As the current Ebola outbreak vividly illustrates, the ability of developing countries to detect and contain outbreaks of infectious disease is a matter of concern to us all. That ability depends upon capacities across a wide variety of areas. Among these is the capacity of laboratories to quickly and accurately perform modern diagnostic tests — and that requires equipment.
While the labs of district health departments are often threadbare affairs, diagnostic labs in developing country capitals often sport equipment that, apart from prominently displayed donor branding, would not look out of place in a major hospital in New York or London. Donor transfers of such equipment are popular all around: laboratorians are, of course, pleased to have the paraphernalia that enable them to perform modern diagnostic techniques, while donors get to make a photogenic and satisfyingly finite contribution to the recipient country.
Unfortunately, such transfers rarely work.
It’s a conundrum familiar to those who work in all areas of development assistance, whether health, environment, agriculture, or most anything else. Modern equipment is not usually manufactured with developing country contexts in mind. Power supplies get fussy with brownouts and spikes. Spare parts are highly specialised and not widely available. The nearest qualified technician is in Germany or Taiwan. And while the days when donors dropped equipment without providing adequate training in its use are largely behind us, donors can have limited impact on the retention of trained personnel. Too often, the shiny lab gear sits unused for anything more useful than impressing visitors.
Donors are not ignorant of these problems, but have had few alternatives. If laboratories are to be able to perform modern diagnostic procedures such as polymerase chain reaction (PCR)—critical for diagnosing pathogens such as Ebola—they must have modern diagnostic equipment, regardless of whether the equipment available for purchase is suited for developing country contexts.
But as previously argued in this space, the maker movement offers new approaches to the gear that underpins so much of modern life. With its culture of openness and hands-off learning, and a suite of innovative tools and techniques for small scale production, the maker movement is enabling non-specialists to design and build some quite sophisticated machines, and in quantities that defy economic constraints that have shaped the logic of manufacturing since the days of Henry Ford—logic that has been especially unkind to the developing world.
To take advantage of the opportunities afforded by this shift, DAI has launched the DAI Maker Lab to experiment with ways to integrate the maker approach into its international development work. One of the lines of that experimentation is with open source alternatives to traditional development equipment transfers. That is why the Maker Lab’s first demonstration project was building a PCR machine from an open source design called OpenPCR.
OpenPCR is a thermocycler, a machine that heats and cools a sample and reagent solution at the precisely regulated intervals necessary to catalyse a reaction that replicates the sample’s DNA so that it can be probed and manipulated with laboratory techniques. Developed by Josh Perfetto and Tito Jankowski with input from a vibrant community of interested makers, OpenPCR can be built from less than $600 worth of mostly off-the-shelf parts.
OpenPCR’s low price tag is nice, but the real appeal for developing country environments is the open source design from readily available parts. Because OpenPCR is designed to be built by the user, the user ought to have the confidence to open it up to fix it should something go wrong. Should the power supply prove inadequate, it is easily replaced—you could even scavenge one from a junked desktop computer. (The DAI Maker Lab plans to experiment with running its OpenPCR from a car battery—a viable prospect in principle.) The heat sink is readily available from a well-stocked computer shop. The few custom parts are easily fabricated, and the design files needed to do so are freely available. And support is just as available to the user in Lagos as it is to the user in Los Angeles, through the OpenPCR online community.
In a development assistance context, such open source hardware alternatives offer significant advantages over standard equipment procurements. The labs that get the parts, tools, guidance, and references to build an OpenPCR own that machine in a more complete way than they could ever own an expensive proprietary model. The maintenance and repair of the machine—and extension of its capabilities—are not hostage to a manufacturer’s revenue stream. The principles of its construction and use are well documented online.
It’s a model whose sustainability is proportional to the ingenuity of its users. And ingenuity is something the developing world has in abundance.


● **Work instructions**:
Among the entries below, find the lines that contain the string "need". State only how many there are.

● **Data provided**:
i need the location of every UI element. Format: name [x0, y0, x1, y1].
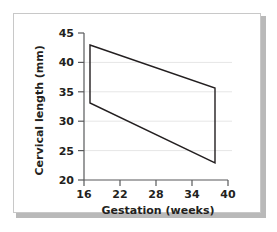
xtick-label-40: 40 — [213, 188, 243, 201]
x-axis-title: Gestation (weeks) — [84, 204, 232, 217]
xtick-label-16: 16 — [69, 188, 99, 201]
ytick-label-40: 40 — [48, 56, 74, 69]
ytick-label-45: 45 — [48, 27, 74, 40]
y-axis-title: Cervical length (mm) — [33, 46, 46, 176]
ytick-label-20: 20 — [48, 174, 74, 187]
ytick-label-30: 30 — [48, 115, 74, 128]
xtick-label-22: 22 — [105, 188, 135, 201]
plot-area: 45 40 35 30 25 20 16 22 28 34 40 Gestati… — [0, 0, 277, 232]
x-axis-ticks — [84, 180, 228, 186]
ytick-label-25: 25 — [48, 145, 74, 158]
y-axis-ticks — [78, 33, 84, 180]
gridlines — [84, 62, 232, 150]
xtick-label-28: 28 — [141, 188, 171, 201]
xtick-label-34: 34 — [177, 188, 207, 201]
ytick-label-35: 35 — [48, 86, 74, 99]
figure-root: 45 40 35 30 25 20 16 22 28 34 40 Gestati… — [0, 0, 277, 232]
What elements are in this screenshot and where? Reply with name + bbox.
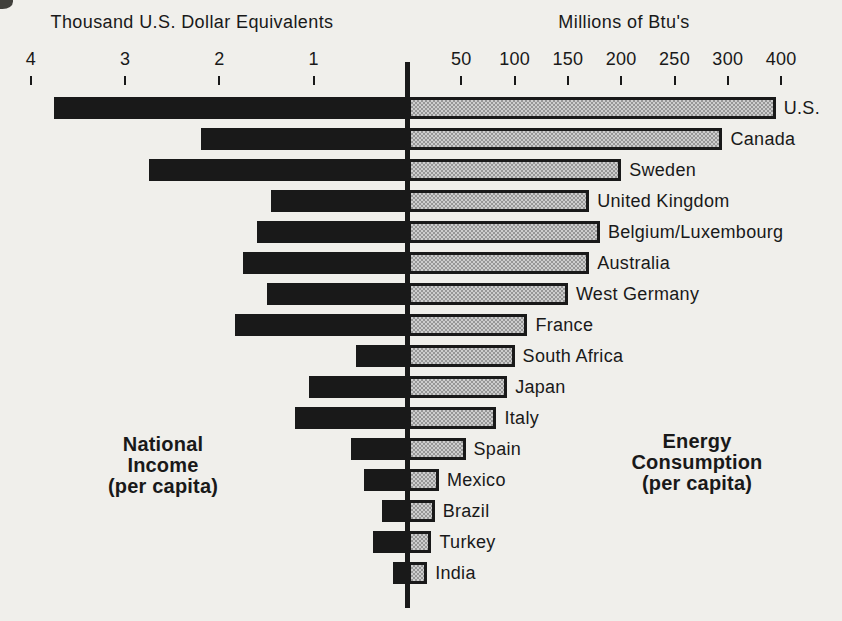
energy-bar — [408, 438, 466, 460]
axis-tick-label: 300 — [706, 49, 750, 70]
income-bar — [351, 438, 408, 460]
income-bar — [295, 407, 408, 429]
axis-tick-label: 50 — [439, 49, 483, 70]
axis-tick-mark — [567, 76, 569, 85]
energy-bar — [408, 376, 507, 398]
energy-bar — [408, 531, 431, 553]
right-caption: Energy Consumption (per capita) — [587, 431, 807, 494]
energy-bar — [408, 97, 776, 119]
axis-tick-mark — [218, 76, 220, 85]
energy-bar — [408, 562, 427, 584]
income-bar — [201, 128, 408, 150]
axis-tick-mark — [514, 76, 516, 85]
income-bar — [271, 190, 408, 212]
country-label: Brazil — [443, 500, 490, 522]
country-label: Italy — [504, 407, 539, 429]
axis-tick-label: 400 — [759, 49, 803, 70]
energy-bar — [408, 283, 568, 305]
axis-tick-mark — [620, 76, 622, 85]
country-label: Turkey — [439, 531, 495, 553]
left-axis-title: Thousand U.S. Dollar Equivalents — [47, 12, 337, 34]
axis-tick-mark — [460, 76, 462, 85]
income-bar — [267, 283, 408, 305]
scan-artifact-mark — [0, 0, 13, 9]
country-label: Mexico — [447, 469, 506, 491]
axis-tick-label: 1 — [292, 49, 336, 70]
income-bar — [257, 221, 408, 243]
axis-tick-mark — [780, 76, 782, 85]
country-label: Belgium/Luxembourg — [608, 221, 784, 243]
income-bar — [243, 252, 408, 274]
income-bar — [356, 345, 408, 367]
energy-bar — [408, 345, 515, 367]
energy-bar — [408, 128, 722, 150]
axis-tick-mark — [674, 76, 676, 85]
country-label: France — [535, 314, 593, 336]
energy-bar — [408, 159, 621, 181]
axis-tick-label: 150 — [546, 49, 590, 70]
chart-page: Thousand U.S. Dollar Equivalents Million… — [0, 0, 842, 621]
energy-bar — [408, 190, 589, 212]
income-bar — [373, 531, 408, 553]
axis-tick-label: 200 — [599, 49, 643, 70]
axis-tick-label: 3 — [103, 49, 147, 70]
energy-bar — [408, 252, 589, 274]
country-label: U.S. — [784, 97, 820, 119]
left-caption: National Income (per capita) — [53, 434, 273, 497]
axis-tick-mark — [313, 76, 315, 85]
country-label: Japan — [515, 376, 566, 398]
income-bar — [364, 469, 408, 491]
country-label: United Kingdom — [597, 190, 729, 212]
energy-bar — [408, 407, 496, 429]
country-label: West Germany — [576, 283, 699, 305]
axis-tick-label: 250 — [653, 49, 697, 70]
income-bar — [149, 159, 408, 181]
country-label: Canada — [730, 128, 795, 150]
axis-tick-mark — [124, 76, 126, 85]
energy-bar — [408, 221, 600, 243]
income-bar — [309, 376, 408, 398]
energy-bar — [408, 469, 439, 491]
axis-tick-label: 4 — [9, 49, 53, 70]
country-label: Australia — [597, 252, 670, 274]
axis-tick-label: 100 — [493, 49, 537, 70]
axis-tick-mark — [30, 76, 32, 85]
income-bar — [235, 314, 408, 336]
income-bar — [54, 97, 408, 119]
axis-tick-mark — [727, 76, 729, 85]
axis-tick-label: 2 — [197, 49, 241, 70]
country-label: India — [435, 562, 476, 584]
country-label: Sweden — [629, 159, 696, 181]
energy-bar — [408, 314, 527, 336]
country-label: Spain — [474, 438, 522, 460]
country-label: South Africa — [523, 345, 624, 367]
center-axis-line — [405, 62, 410, 608]
energy-bar — [408, 500, 435, 522]
right-axis-title: Millions of Btu's — [534, 12, 714, 34]
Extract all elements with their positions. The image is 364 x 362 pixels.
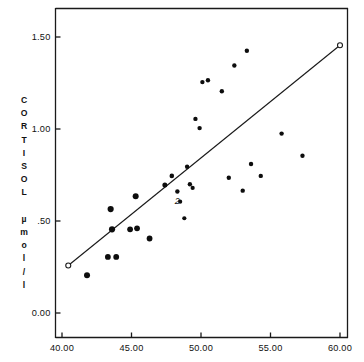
y-axis-title-char: m xyxy=(20,227,28,237)
data-point xyxy=(279,131,283,135)
y-axis-title-char: L xyxy=(21,187,26,197)
data-point xyxy=(185,165,189,169)
y-tick-label: 1.50 xyxy=(32,32,51,42)
y-tick-label: 1.00 xyxy=(32,124,51,134)
data-point xyxy=(84,272,90,278)
data-point xyxy=(259,174,263,178)
y-axis-title-char: µ xyxy=(22,214,27,224)
y-axis-title-char: O xyxy=(21,108,28,118)
y-axis-title-char: O xyxy=(21,174,28,184)
data-point xyxy=(134,225,140,231)
data-point xyxy=(175,189,179,193)
y-axis-title-char: l xyxy=(23,253,25,263)
data-point xyxy=(108,206,114,212)
data-point xyxy=(249,162,253,166)
data-point xyxy=(300,153,304,157)
y-axis-title-char: C xyxy=(21,95,27,105)
data-point xyxy=(127,226,133,232)
data-point xyxy=(182,216,186,220)
data-point xyxy=(241,188,245,192)
y-axis-title: CORTISOLµmol/l xyxy=(20,95,28,290)
data-point xyxy=(147,236,153,242)
x-tick-label: 60.00 xyxy=(328,343,352,353)
y-axis-title-char: S xyxy=(21,161,27,171)
chart-canvas: 0.00.501.001.50 40.0045.0050.0055.0060.0… xyxy=(0,0,364,362)
regression-endpoint-marker xyxy=(66,263,71,268)
y-tick-label: 0.00 xyxy=(32,308,51,318)
data-point xyxy=(113,254,119,260)
y-axis-title-char: I xyxy=(23,148,25,158)
data-point xyxy=(162,183,167,188)
y-axis-title-char: / xyxy=(23,267,26,277)
y-tick-label: .50 xyxy=(37,216,50,226)
data-point xyxy=(191,186,195,190)
data-point xyxy=(170,174,175,179)
data-point xyxy=(105,254,111,260)
data-point xyxy=(206,78,210,82)
data-point xyxy=(109,226,115,232)
y-axis-ticks: 0.00.501.001.50 xyxy=(32,32,61,318)
x-tick-label: 45.00 xyxy=(120,343,144,353)
data-point xyxy=(200,80,204,84)
y-axis-title-char: T xyxy=(21,135,27,145)
data-point xyxy=(133,193,139,199)
x-tick-label: 40.00 xyxy=(50,343,74,353)
plot-frame xyxy=(56,8,349,338)
scatter-plot-figure: 0.00.501.001.50 40.0045.0050.0055.0060.0… xyxy=(0,0,364,362)
x-tick-label: 50.00 xyxy=(189,343,213,353)
data-point xyxy=(188,182,192,186)
overlap-count-annotations: 2 xyxy=(174,196,180,206)
data-point xyxy=(220,89,224,93)
regression-endpoint-marker xyxy=(338,43,343,48)
y-axis-title-char: l xyxy=(23,280,25,290)
y-axis-title-char: o xyxy=(21,240,26,250)
x-tick-label: 55.00 xyxy=(259,343,283,353)
data-point xyxy=(227,176,231,180)
data-point xyxy=(193,117,197,121)
x-axis-ticks: 40.0045.0050.0055.0060.00 xyxy=(50,333,352,353)
regression-line-segment xyxy=(68,45,340,265)
y-axis-title-char: R xyxy=(21,121,28,131)
overlap-count-label: 2 xyxy=(174,196,180,206)
data-point xyxy=(245,49,249,53)
data-point xyxy=(232,63,236,67)
data-point xyxy=(197,126,201,130)
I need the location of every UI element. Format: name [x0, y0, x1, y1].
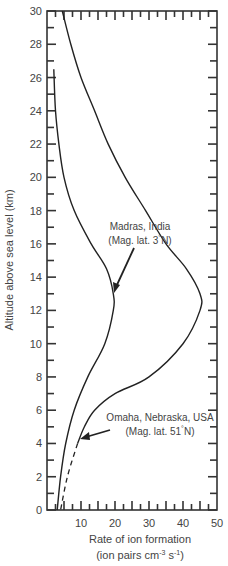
y-tick-label: 14: [30, 271, 42, 283]
x-tick-label: 30: [143, 517, 155, 529]
x-tick-label: 40: [177, 517, 189, 529]
madras-curve: [54, 69, 114, 510]
ion-formation-chart: 024681012141618202224262830 1020304050 A…: [0, 0, 228, 566]
y-tick-label: 30: [30, 5, 42, 17]
y-tick-label: 8: [36, 371, 42, 383]
madras-annotation: Madras, India (Mag. lat. 3°N): [108, 221, 171, 293]
y-tick-label: 18: [30, 205, 42, 217]
y-tick-label: 2: [36, 471, 42, 483]
y-tick-label: 20: [30, 171, 42, 183]
y-tick-label: 24: [30, 105, 42, 117]
x-axis-ticks: 1020304050: [56, 11, 224, 529]
y-tick-label: 6: [36, 404, 42, 416]
y-tick-label: 16: [30, 238, 42, 250]
y-tick-label: 10: [30, 338, 42, 350]
svg-text:Madras, India: Madras, India: [110, 221, 171, 232]
y-tick-label: 12: [30, 304, 42, 316]
y-tick-label: 28: [30, 38, 42, 50]
x-tick-label: 10: [75, 517, 87, 529]
x-axis-units: (ion pairs cm-3 s-1): [96, 549, 184, 561]
omaha-arrow: [86, 430, 110, 437]
svg-text:(Mag. lat. 3°N): (Mag. lat. 3°N): [108, 234, 171, 246]
y-tick-label: 26: [30, 72, 42, 84]
y-tick-label: 22: [30, 138, 42, 150]
omaha-annotation: Omaha, Nebraska, USA (Mag. lat. 51°N): [80, 412, 214, 440]
madras-arrow: [116, 248, 134, 287]
x-tick-label: 50: [211, 517, 223, 529]
x-axis-title: Rate of ion formation: [89, 533, 191, 545]
madras-arrowhead-icon: [113, 282, 120, 293]
omaha-dashed-extension: [61, 444, 78, 511]
y-axis-ticks: 024681012141618202224262830: [30, 5, 217, 516]
svg-text:(Mag. lat. 51°N): (Mag. lat. 51°N): [126, 425, 195, 437]
y-axis-title: Altitude above sea level (km): [3, 189, 15, 330]
svg-text:Omaha, Nebraska, USA: Omaha, Nebraska, USA: [106, 412, 214, 423]
y-tick-label: 4: [36, 437, 42, 449]
x-tick-label: 20: [109, 517, 121, 529]
y-tick-label: 0: [36, 504, 42, 516]
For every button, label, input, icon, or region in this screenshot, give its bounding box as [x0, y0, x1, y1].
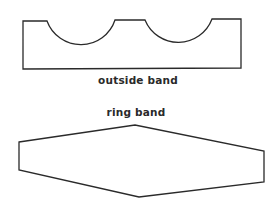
outside-band-shape: [23, 19, 241, 69]
band-shapes-diagram: [0, 0, 276, 205]
outside-band-label: outside band: [98, 74, 178, 86]
ring-band-label: ring band: [107, 106, 166, 118]
ring-band-shape: [19, 125, 264, 197]
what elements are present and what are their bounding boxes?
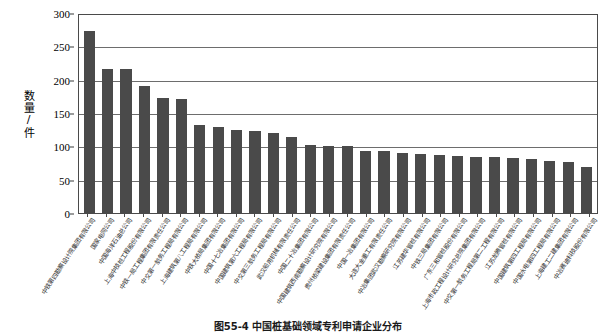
bar xyxy=(84,31,95,213)
y-tick-label: 250 xyxy=(54,42,71,53)
x-tick-mark xyxy=(254,214,255,217)
y-axis-title: 数量/件 xyxy=(20,90,36,138)
x-tick-mark xyxy=(533,214,534,217)
y-tick-label: 200 xyxy=(54,75,71,86)
x-tick-mark xyxy=(366,214,367,217)
bar-slot xyxy=(209,15,227,213)
bar-slot xyxy=(467,15,485,213)
bar-slot xyxy=(412,15,430,213)
y-tick-mark xyxy=(70,47,74,48)
bar xyxy=(120,69,131,213)
x-tick-mark xyxy=(162,214,163,217)
bar xyxy=(268,133,279,213)
x-tick-mark xyxy=(496,214,497,217)
bar xyxy=(434,155,445,213)
bar-slot xyxy=(338,15,356,213)
bar-slot xyxy=(191,15,209,213)
bar xyxy=(176,99,187,213)
y-tick-mark xyxy=(70,214,74,215)
x-tick-mark xyxy=(552,214,553,217)
bar-slot xyxy=(117,15,135,213)
bar-slot xyxy=(319,15,337,213)
bar xyxy=(378,151,389,213)
bar xyxy=(249,131,260,213)
bar xyxy=(507,158,518,213)
x-tick-mark xyxy=(199,214,200,217)
x-tick-mark xyxy=(87,214,88,217)
y-tick-label: 50 xyxy=(59,175,70,186)
bar-slot xyxy=(135,15,153,213)
x-tick-mark xyxy=(124,214,125,217)
bar xyxy=(157,98,168,213)
bar-slot xyxy=(541,15,559,213)
bar-slot xyxy=(246,15,264,213)
bar-slot xyxy=(227,15,245,213)
bar xyxy=(102,69,113,213)
bar-slot xyxy=(172,15,190,213)
x-tick-slot: 中冶赛迪科技股份有限公司 xyxy=(579,215,598,315)
bar-slot xyxy=(522,15,540,213)
x-tick-mark xyxy=(310,214,311,217)
bar-slot xyxy=(485,15,503,213)
x-tick-mark xyxy=(329,214,330,217)
bar xyxy=(526,159,537,213)
x-tick-mark xyxy=(459,214,460,217)
bar xyxy=(305,145,316,213)
y-tick-mark xyxy=(70,147,74,148)
x-tick-mark xyxy=(403,214,404,217)
x-axis-labels: 中铁第四勘察设计院集团有限公司国家电网公司中国海洋石油总公司上海中技桩工程股份有… xyxy=(78,215,598,315)
x-tick-mark xyxy=(106,214,107,217)
y-tick-label: 100 xyxy=(54,142,71,153)
bar-slot xyxy=(430,15,448,213)
x-tick-mark xyxy=(422,214,423,217)
bar xyxy=(452,156,463,213)
y-axis: 050100150200250300 xyxy=(40,14,74,214)
bar-slot xyxy=(154,15,172,213)
bar-slot xyxy=(504,15,522,213)
bar xyxy=(397,153,408,213)
figure-caption: 图55-4 中国桩基础领域专利申请企业分布 xyxy=(0,318,616,333)
x-tick-label: 中铁第四勘察设计院集团有限公司 xyxy=(40,217,96,296)
x-tick-mark xyxy=(440,214,441,217)
y-tick-label: 150 xyxy=(54,109,71,120)
plot-area xyxy=(78,14,598,214)
bar xyxy=(415,154,426,213)
x-tick-mark xyxy=(217,214,218,217)
bar xyxy=(286,137,297,213)
x-tick-mark xyxy=(273,214,274,217)
bar xyxy=(544,161,555,213)
y-tick-mark xyxy=(70,114,74,115)
x-tick-mark xyxy=(347,214,348,217)
x-tick-mark xyxy=(570,214,571,217)
x-tick-mark xyxy=(180,214,181,217)
bar-slot xyxy=(301,15,319,213)
bar-slot xyxy=(283,15,301,213)
x-tick-mark xyxy=(589,214,590,217)
bar-slot xyxy=(448,15,466,213)
bar-slot xyxy=(98,15,116,213)
bar xyxy=(194,125,205,213)
bar-slot xyxy=(356,15,374,213)
bar-slot xyxy=(375,15,393,213)
bar xyxy=(563,162,574,213)
x-tick-mark xyxy=(514,214,515,217)
y-tick-mark xyxy=(70,180,74,181)
bar-slot xyxy=(577,15,595,213)
bar-slot xyxy=(80,15,98,213)
y-tick-mark xyxy=(70,80,74,81)
bar xyxy=(360,151,371,213)
bar xyxy=(213,127,224,213)
bar xyxy=(470,157,481,213)
x-tick-mark xyxy=(236,214,237,217)
y-tick-label: 300 xyxy=(54,9,71,20)
bar xyxy=(139,86,150,213)
x-tick-mark xyxy=(292,214,293,217)
bar xyxy=(581,167,592,213)
bar xyxy=(231,130,242,213)
x-tick-slot: 中铁第四勘察设计院集团有限公司 xyxy=(78,215,97,315)
x-tick-mark xyxy=(477,214,478,217)
bar-slot xyxy=(264,15,282,213)
y-tick-mark xyxy=(70,14,74,15)
x-tick-mark xyxy=(143,214,144,217)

● **Completed exercise**:
2